Still, New Delhi could have issued a threat to the Fijian government of grave long-term reprisals, which would have surely prevented violence against Indians. It could also have used the Commonwealth to safeguard its legitimate interests in Fiji.
There are potential Fijis in other parts of the world such a Suriname, Guyana, and Trinidad and Tobago. The Caribbean country of Suriname has a population of 500,000 of which 37 per cent are of Indian origin. Formerly known as Dutch Guyana, it is now being called “Chinese Guyana”, as more than 40,000 immigrants and thousands of illegal visitors from China have swamped the country, threatening to make it a de facto Chinese colony. New Delhi is blissfully unaware of this development.
Next door in Guyana, the Indian majority enjoys some stability but the African minority with encouragement from the US, UK and Canada has been clamouring for imposing African hegemony. Declassified American papers reveal that in the sixties the CIA was planning a coup with Britain if Indian origin leader Cheddi Jagan won the elections.
In 2008 when violence erupted between Africans and Indians, investigations revealed that African gangs with backing from their political leaders had decided to murder one Indian a day as a long-term strategy to reduce Indian advantage in numbers.
Similarly, in Trinidad, which has ample oil and mineral resources, and is an Indian majority nation, the Africans through pressure tactics are getting most of the jobs, loans and contracts.

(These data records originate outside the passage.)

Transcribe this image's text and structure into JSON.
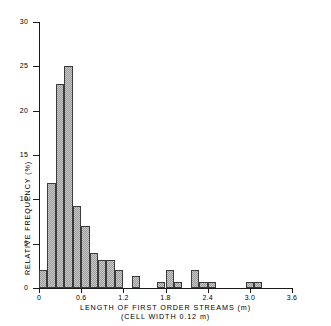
{
  "chart_data": {
    "type": "bar",
    "title": "",
    "xlabel": "LENGTH OF FIRST ORDER STREAMS (m)",
    "xsublabel": "(CELL WIDTH 0.12 m)",
    "ylabel": "RELATIVE FREQUENCY (%)",
    "xlim": [
      0,
      3.6
    ],
    "ylim": [
      0,
      30
    ],
    "grid": false,
    "legend": null,
    "bin_width": 0.12,
    "xticks": [
      0,
      0.6,
      1.2,
      1.8,
      2.4,
      3.0,
      3.6
    ],
    "xtick_labels": [
      "0",
      "0.6",
      "1.2",
      "1.8",
      "2.4",
      "3.0",
      "3.6"
    ],
    "yticks": [
      0,
      5,
      10,
      15,
      20,
      25,
      30
    ],
    "ytick_labels": [
      "0",
      "5",
      "10",
      "15",
      "20",
      "25",
      "30"
    ],
    "bars": [
      {
        "bin_start": 0.0,
        "bin_end": 0.12,
        "value": 2.0
      },
      {
        "bin_start": 0.12,
        "bin_end": 0.24,
        "value": 11.8
      },
      {
        "bin_start": 0.24,
        "bin_end": 0.36,
        "value": 23.0
      },
      {
        "bin_start": 0.36,
        "bin_end": 0.48,
        "value": 25.0
      },
      {
        "bin_start": 0.48,
        "bin_end": 0.6,
        "value": 9.2
      },
      {
        "bin_start": 0.6,
        "bin_end": 0.72,
        "value": 7.0
      },
      {
        "bin_start": 0.72,
        "bin_end": 0.84,
        "value": 4.0
      },
      {
        "bin_start": 0.84,
        "bin_end": 0.96,
        "value": 3.2
      },
      {
        "bin_start": 0.96,
        "bin_end": 1.08,
        "value": 3.2
      },
      {
        "bin_start": 1.08,
        "bin_end": 1.2,
        "value": 2.0
      },
      {
        "bin_start": 1.32,
        "bin_end": 1.44,
        "value": 1.3
      },
      {
        "bin_start": 1.68,
        "bin_end": 1.8,
        "value": 0.7
      },
      {
        "bin_start": 1.8,
        "bin_end": 1.92,
        "value": 2.0
      },
      {
        "bin_start": 1.92,
        "bin_end": 2.04,
        "value": 0.7
      },
      {
        "bin_start": 2.16,
        "bin_end": 2.28,
        "value": 2.0
      },
      {
        "bin_start": 2.28,
        "bin_end": 2.4,
        "value": 0.7
      },
      {
        "bin_start": 2.4,
        "bin_end": 2.52,
        "value": 0.7
      },
      {
        "bin_start": 2.94,
        "bin_end": 3.06,
        "value": 0.7
      },
      {
        "bin_start": 3.06,
        "bin_end": 3.18,
        "value": 0.7
      }
    ]
  }
}
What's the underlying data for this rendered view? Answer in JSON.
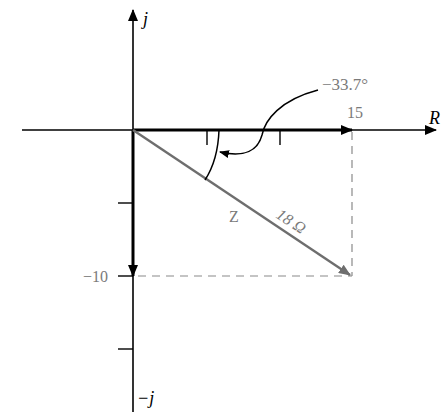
{
  "diagram": {
    "type": "phasor-impedance-diagram",
    "axes": {
      "real_label": "R",
      "imag_pos_label": "j",
      "imag_neg_label": "−j"
    },
    "labels": {
      "angle": "−33.7°",
      "resistance_value": "15",
      "reactance_value": "−10",
      "impedance_name": "Z",
      "impedance_magnitude": "18 Ω"
    },
    "colors": {
      "axis": "#000000",
      "vector_r": "#000000",
      "vector_x": "#000000",
      "vector_z": "#6e6e6e",
      "dashed": "#8a8a8a",
      "label_gray": "#7a7a7a"
    },
    "values": {
      "R": 15,
      "X": -10,
      "Z_magnitude": 18,
      "angle_deg": -33.7
    }
  }
}
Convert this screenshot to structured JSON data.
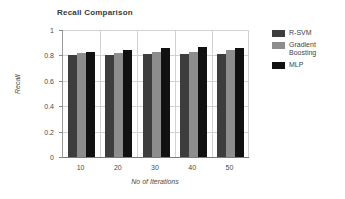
{
  "chart_data": {
    "type": "bar",
    "title": "Recall Comparison",
    "xlabel": "No of Iterations",
    "ylabel": "Recall",
    "categories": [
      "10",
      "20",
      "30",
      "40",
      "50"
    ],
    "series": [
      {
        "name": "R-SVM",
        "color": "#3d3d3d",
        "values": [
          0.8,
          0.8,
          0.81,
          0.815,
          0.815
        ]
      },
      {
        "name": "Gradient\nBoosting",
        "color": "#8d8d8d",
        "values": [
          0.82,
          0.82,
          0.83,
          0.83,
          0.84
        ]
      },
      {
        "name": "MLP",
        "color": "#111111",
        "values": [
          0.83,
          0.845,
          0.855,
          0.87,
          0.86
        ]
      }
    ],
    "ylim": [
      0,
      1
    ],
    "yticks": [
      "0",
      "0.2",
      "0.4",
      "0.6",
      "0.8",
      "1"
    ],
    "ytick_values": [
      0,
      0.2,
      0.4,
      0.6,
      0.8,
      1
    ],
    "grid": true,
    "legend_position": "right"
  },
  "legend": {
    "items": [
      {
        "label": "R-SVM"
      },
      {
        "label": "Gradient\nBoosting"
      },
      {
        "label": "MLP"
      }
    ]
  }
}
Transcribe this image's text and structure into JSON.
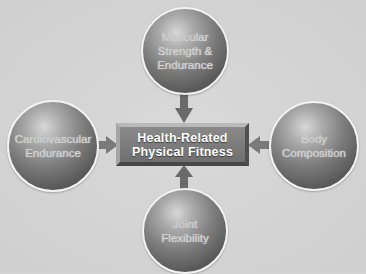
{
  "diagram": {
    "center": {
      "label": "Health-Related\nPhysical Fitness"
    },
    "components": [
      {
        "id": "top",
        "label": "Muscular\nStrength &\nEndurance"
      },
      {
        "id": "left",
        "label": "Cardiovascular\nEndurance"
      },
      {
        "id": "right",
        "label": "Body\nComposition"
      },
      {
        "id": "bottom",
        "label": "Joint\nFlexibility"
      }
    ],
    "arrows": [
      {
        "from": "top",
        "to": "center"
      },
      {
        "from": "left",
        "to": "center"
      },
      {
        "from": "right",
        "to": "center"
      },
      {
        "from": "bottom",
        "to": "center"
      }
    ],
    "colors": {
      "background": "#d3d3d3",
      "sphere": "#6e6e6e",
      "box": "#7a7a7a",
      "arrow": "#6a6a6a",
      "center_text": "#ffffff"
    }
  }
}
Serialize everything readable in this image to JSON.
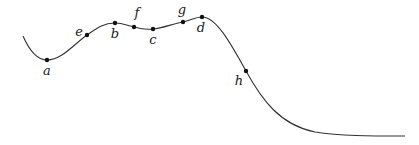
{
  "diagram": {
    "type": "curve-with-labeled-points",
    "curve_color": "#333333",
    "point_color": "#111111",
    "points": [
      {
        "label": "a",
        "x": 47,
        "y": 60,
        "lx": 47,
        "ly": 75
      },
      {
        "label": "e",
        "x": 87,
        "y": 35,
        "lx": 79,
        "ly": 36
      },
      {
        "label": "b",
        "x": 115,
        "y": 23,
        "lx": 115,
        "ly": 38
      },
      {
        "label": "f",
        "x": 134,
        "y": 27,
        "lx": 137,
        "ly": 17
      },
      {
        "label": "c",
        "x": 153,
        "y": 29,
        "lx": 153,
        "ly": 44
      },
      {
        "label": "g",
        "x": 183,
        "y": 22,
        "lx": 182,
        "ly": 14
      },
      {
        "label": "d",
        "x": 202,
        "y": 17,
        "lx": 201,
        "ly": 32
      },
      {
        "label": "h",
        "x": 246,
        "y": 71,
        "lx": 239,
        "ly": 85
      }
    ]
  }
}
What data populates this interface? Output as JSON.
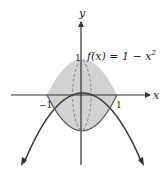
{
  "figure": {
    "function_label": "f(x) = 1 − x",
    "function_exponent": "2",
    "axis_x_label": "x",
    "axis_y_label": "y",
    "tick_left": "−1",
    "tick_right": "1",
    "tick_top": "1",
    "colors": {
      "shade": "#cfcfcf",
      "curve": "#3a3a3a",
      "axis": "#333333",
      "dashed": "#8a8a8a"
    }
  }
}
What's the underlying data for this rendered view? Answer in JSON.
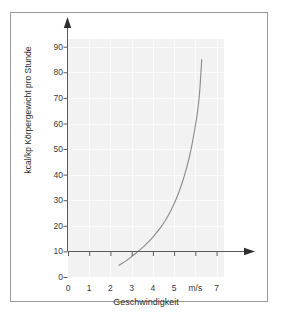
{
  "chart_data": {
    "type": "line",
    "title": "",
    "xlabel": "Geschwindigkeit",
    "ylabel": "kcal/kp Körpergewicht pro Stunde",
    "x_unit": "m/s",
    "xlim": [
      0,
      7.35
    ],
    "ylim": [
      0,
      93
    ],
    "xticks": [
      0,
      1,
      2,
      3,
      4,
      5,
      6,
      7
    ],
    "xtick_labels": [
      "0",
      "1",
      "2",
      "3",
      "4",
      "5",
      "m/s",
      "7"
    ],
    "yticks": [
      0,
      10,
      20,
      30,
      40,
      50,
      60,
      70,
      80,
      90
    ],
    "ytick_labels": [
      "0",
      "10",
      "20",
      "30",
      "40",
      "50",
      "60",
      "70",
      "80",
      "90"
    ],
    "grid": true,
    "legend": "none",
    "series": [
      {
        "name": "Energieverbrauch",
        "color": "#8a8a8a",
        "x": [
          2.4,
          2.6,
          2.8,
          3.0,
          3.2,
          3.4,
          3.6,
          3.8,
          4.0,
          4.2,
          4.4,
          4.6,
          4.8,
          5.0,
          5.2,
          5.4,
          5.6,
          5.8,
          6.0,
          6.1,
          6.2,
          6.3
        ],
        "y": [
          4.6,
          5.6,
          6.7,
          8.0,
          9.3,
          10.7,
          12.2,
          13.8,
          15.6,
          17.6,
          19.8,
          22.3,
          25.2,
          28.6,
          32.6,
          37.3,
          43.0,
          50.0,
          59.0,
          64.5,
          72.0,
          85.0
        ]
      }
    ]
  },
  "axes": {
    "y_arrow": "up-arrow-icon",
    "x_arrow": "right-arrow-icon"
  }
}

A report by a University of Essex professor says, “Most Indians want a state in which cultural pluralism will be an accepted norm, in which they can be Guyanese or Trinidadian and Indian. Africans tend to acknowledge only one cultural standard as congruent with Guyanese or Trinidadian identity, and also do not accept the legitimacy of a continued uniquely Indian identity. The two groups share the same state, but have very different conceptions of the nation.”

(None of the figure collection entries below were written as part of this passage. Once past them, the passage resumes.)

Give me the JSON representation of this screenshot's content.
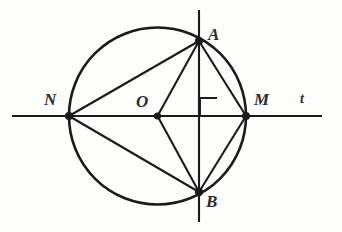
{
  "figure": {
    "background_color": "#fdfdfc",
    "ink_color": "#1a1a1a",
    "label_color": "#2b2b2b"
  },
  "labels": {
    "point_a": "A",
    "point_b": "B",
    "point_n": "N",
    "point_m": "M",
    "center_o": "O",
    "line_t": "t"
  },
  "geometry": {
    "circle": {
      "cx": 157.5,
      "cy": 116,
      "r": 88.5
    },
    "points": {
      "A": {
        "x": 199,
        "y": 41
      },
      "B": {
        "x": 199,
        "y": 192
      },
      "N": {
        "x": 69,
        "y": 116
      },
      "M": {
        "x": 246,
        "y": 116
      },
      "O": {
        "x": 157.5,
        "y": 116
      },
      "P": {
        "x": 199,
        "y": 116
      }
    },
    "horizontal_line": {
      "x1": 12,
      "y1": 116,
      "x2": 322,
      "y2": 116
    },
    "vertical_line": {
      "x1": 199,
      "y1": 10,
      "x2": 199,
      "y2": 222
    },
    "segments": [
      {
        "name": "N-A",
        "from": "N",
        "to": "A"
      },
      {
        "name": "N-B",
        "from": "N",
        "to": "B"
      },
      {
        "name": "O-A",
        "from": "O",
        "to": "A"
      },
      {
        "name": "O-B",
        "from": "O",
        "to": "B"
      },
      {
        "name": "A-M",
        "from": "A",
        "to": "M"
      },
      {
        "name": "B-M",
        "from": "B",
        "to": "M"
      }
    ],
    "right_angle_marker": {
      "x": 200,
      "y": 97,
      "size": 17
    }
  },
  "label_positions": {
    "A": {
      "left": 208,
      "top": 26
    },
    "B": {
      "left": 206,
      "top": 193
    },
    "N": {
      "left": 44,
      "top": 91
    },
    "M": {
      "left": 254,
      "top": 91
    },
    "O": {
      "left": 136,
      "top": 93
    },
    "t": {
      "left": 300,
      "top": 92
    }
  }
}
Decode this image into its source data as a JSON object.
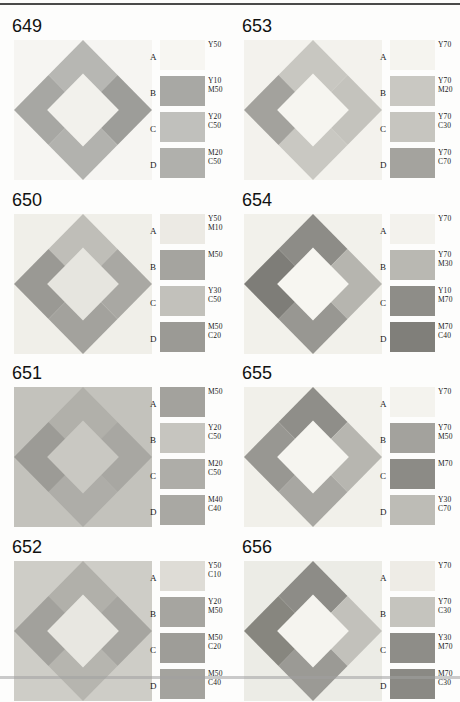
{
  "document": {
    "type": "color-chart-plate-grid",
    "columns": 2,
    "rows": 4,
    "rule_top": true,
    "scan_artifact": true
  },
  "legend_letters": [
    "A",
    "B",
    "C",
    "D"
  ],
  "panels": [
    {
      "id": "649",
      "title": "649",
      "background": "#f6f5f2",
      "art": {
        "bg": "#f6f5f2",
        "top": "#b7b7b3",
        "right": "#9d9d99",
        "bottom": "#b2b2ae",
        "left": "#a7a7a3",
        "center": "#f2f1ec"
      },
      "swatches": [
        {
          "letter": "A",
          "color": "#f7f6f2",
          "lines": [
            "Y50"
          ]
        },
        {
          "letter": "B",
          "color": "#a8a8a4",
          "lines": [
            "Y10",
            "M50"
          ]
        },
        {
          "letter": "C",
          "color": "#c0c0bc",
          "lines": [
            "Y20",
            "C50"
          ]
        },
        {
          "letter": "D",
          "color": "#b0b0ac",
          "lines": [
            "M20",
            "C50"
          ]
        }
      ]
    },
    {
      "id": "653",
      "title": "653",
      "background": "#f4f3ee",
      "art": {
        "bg": "#f3f2ed",
        "top": "#c8c7c1",
        "right": "#c4c3bd",
        "bottom": "#c9c8c2",
        "left": "#a3a29d",
        "center": "#f6f5f0"
      },
      "swatches": [
        {
          "letter": "A",
          "color": "#f5f4ef",
          "lines": [
            "Y70"
          ]
        },
        {
          "letter": "B",
          "color": "#c9c8c2",
          "lines": [
            "Y70",
            "M20"
          ]
        },
        {
          "letter": "C",
          "color": "#c6c5bf",
          "lines": [
            "Y70",
            "C30"
          ]
        },
        {
          "letter": "D",
          "color": "#a4a39e",
          "lines": [
            "Y70",
            "C70"
          ]
        }
      ]
    },
    {
      "id": "650",
      "title": "650",
      "background": "#f1f0ea",
      "art": {
        "bg": "#f0efe9",
        "top": "#bfbeb8",
        "right": "#a9a8a3",
        "bottom": "#a3a29d",
        "left": "#9a9994",
        "center": "#e6e5df"
      },
      "swatches": [
        {
          "letter": "A",
          "color": "#eceae4",
          "lines": [
            "Y50",
            "M10"
          ]
        },
        {
          "letter": "B",
          "color": "#a5a49f",
          "lines": [
            "M50"
          ]
        },
        {
          "letter": "C",
          "color": "#c2c1bb",
          "lines": [
            "Y30",
            "C50"
          ]
        },
        {
          "letter": "D",
          "color": "#9b9a95",
          "lines": [
            "M50",
            "C20"
          ]
        }
      ]
    },
    {
      "id": "654",
      "title": "654",
      "background": "#f2f1eb",
      "art": {
        "bg": "#f2f1eb",
        "top": "#8d8c87",
        "right": "#b6b5af",
        "bottom": "#989792",
        "left": "#7e7d78",
        "center": "#f7f6f1"
      },
      "swatches": [
        {
          "letter": "A",
          "color": "#f3f2ed",
          "lines": [
            "Y70"
          ]
        },
        {
          "letter": "B",
          "color": "#b9b8b2",
          "lines": [
            "Y70",
            "M30"
          ]
        },
        {
          "letter": "C",
          "color": "#8e8d88",
          "lines": [
            "Y10",
            "M70"
          ]
        },
        {
          "letter": "D",
          "color": "#807f7a",
          "lines": [
            "M70",
            "C40"
          ]
        }
      ]
    },
    {
      "id": "651",
      "title": "651",
      "background": "#c3c2bc",
      "art": {
        "bg": "#c3c2bc",
        "top": "#b1b0aa",
        "right": "#a8a7a2",
        "bottom": "#aeada8",
        "left": "#9c9b96",
        "center": "#c9c8c2"
      },
      "swatches": [
        {
          "letter": "A",
          "color": "#a3a29d",
          "lines": [
            "M50"
          ]
        },
        {
          "letter": "B",
          "color": "#c6c5bf",
          "lines": [
            "Y20",
            "C50"
          ]
        },
        {
          "letter": "C",
          "color": "#aeada8",
          "lines": [
            "M20",
            "C50"
          ]
        },
        {
          "letter": "D",
          "color": "#a9a8a3",
          "lines": [
            "M40",
            "C40"
          ]
        }
      ]
    },
    {
      "id": "655",
      "title": "655",
      "background": "#f1f0ea",
      "art": {
        "bg": "#f1f0ea",
        "top": "#8f8e89",
        "right": "#b7b6b0",
        "bottom": "#a8a7a2",
        "left": "#989792",
        "center": "#f6f5f0"
      },
      "swatches": [
        {
          "letter": "A",
          "color": "#f4f3ee",
          "lines": [
            "Y70"
          ]
        },
        {
          "letter": "B",
          "color": "#a3a29d",
          "lines": [
            "Y70",
            "M50"
          ]
        },
        {
          "letter": "C",
          "color": "#8c8b86",
          "lines": [
            "M70"
          ]
        },
        {
          "letter": "D",
          "color": "#bdbcb6",
          "lines": [
            "Y30",
            "C70"
          ]
        }
      ]
    },
    {
      "id": "652",
      "title": "652",
      "background": "#cfceC8",
      "art": {
        "bg": "#cecdc7",
        "top": "#b1b0aa",
        "right": "#a6a5a0",
        "bottom": "#b6b5af",
        "left": "#a2a19c",
        "center": "#e8e7e1"
      },
      "swatches": [
        {
          "letter": "A",
          "color": "#dedcd6",
          "lines": [
            "Y50",
            "C10"
          ]
        },
        {
          "letter": "B",
          "color": "#a6a5a0",
          "lines": [
            "Y20",
            "M50"
          ]
        },
        {
          "letter": "C",
          "color": "#9e9d98",
          "lines": [
            "M50",
            "C20"
          ]
        },
        {
          "letter": "D",
          "color": "#a4a39e",
          "lines": [
            "M50",
            "C40"
          ]
        }
      ]
    },
    {
      "id": "656",
      "title": "656",
      "background": "#eceae4",
      "art": {
        "bg": "#ececE6",
        "top": "#8d8c87",
        "right": "#c2c1bb",
        "bottom": "#9b9a95",
        "left": "#87867f",
        "center": "#f5f4ef"
      },
      "swatches": [
        {
          "letter": "A",
          "color": "#eeece6",
          "lines": [
            "Y70"
          ]
        },
        {
          "letter": "B",
          "color": "#c5c4be",
          "lines": [
            "Y70",
            "C30"
          ]
        },
        {
          "letter": "C",
          "color": "#8e8d88",
          "lines": [
            "Y30",
            "M70"
          ]
        },
        {
          "letter": "D",
          "color": "#8a8984",
          "lines": [
            "M70",
            "C30"
          ]
        }
      ]
    }
  ]
}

In Malaysia, a sizeable diaspora has seen with dismay New Delhi ignore the vicious violence unleashed by the Malaysian government against the Indian community. When peaceful Malaysian Indian pro-democracy activists of the HINDRAF were being tortured in Malaysian jails, Shashi Tharoor, who was junior Indian foreign minister and later quit after being caught in a scam, said it was an internal matter where India could nothing.
“We extended our full help to the fledgling Indian National Army when it was fighting the British in the 1940’s, and this is how India repays us,” says an angry Malaysian.
The angst in other diaspora communities is just as deep.
Perhaps the lone exception is Mauritius. Back in the 1960s, 90 per cent of its population comprising Indians and Africans was ruled by a 3 per cent French elite. It is to the credit of former Indian Prime Minister Indira Gandhi that she offered full support to the Indians who were consequently able to kick out the French colonialists and establish an Indian dominated government.
Indira had nerves of steel but most Indian politicians lack even a backbone, so expecting them to do anything bold is unrealistic. The passion that Indian people have for supporting the diaspora worldwide is entirely missing in the political leadership. Also, when the politicians do little for Indians in India, what is the chance they will care about Indians outside?
But where the government failed, the diaspora bodies have filled the gap. In 2004, when Fiji nominated Sitiveni Rabuka, a former coup leader who later became prime minister, as its ambassador to the US, the Global Organisation of People of Indian Origin campaigned against his appointment by taking up the matter with the US President, US Secretary of State and other American agencies for the rejection of the nomination. Rabuka never got the job.
(About the author: Rakesh Krishnan Simha is a features writer at New Zealand’s leading media house. He has previously worked with Businessworld, India Today and Hindustan Times, and was news editor with the Financial Express.)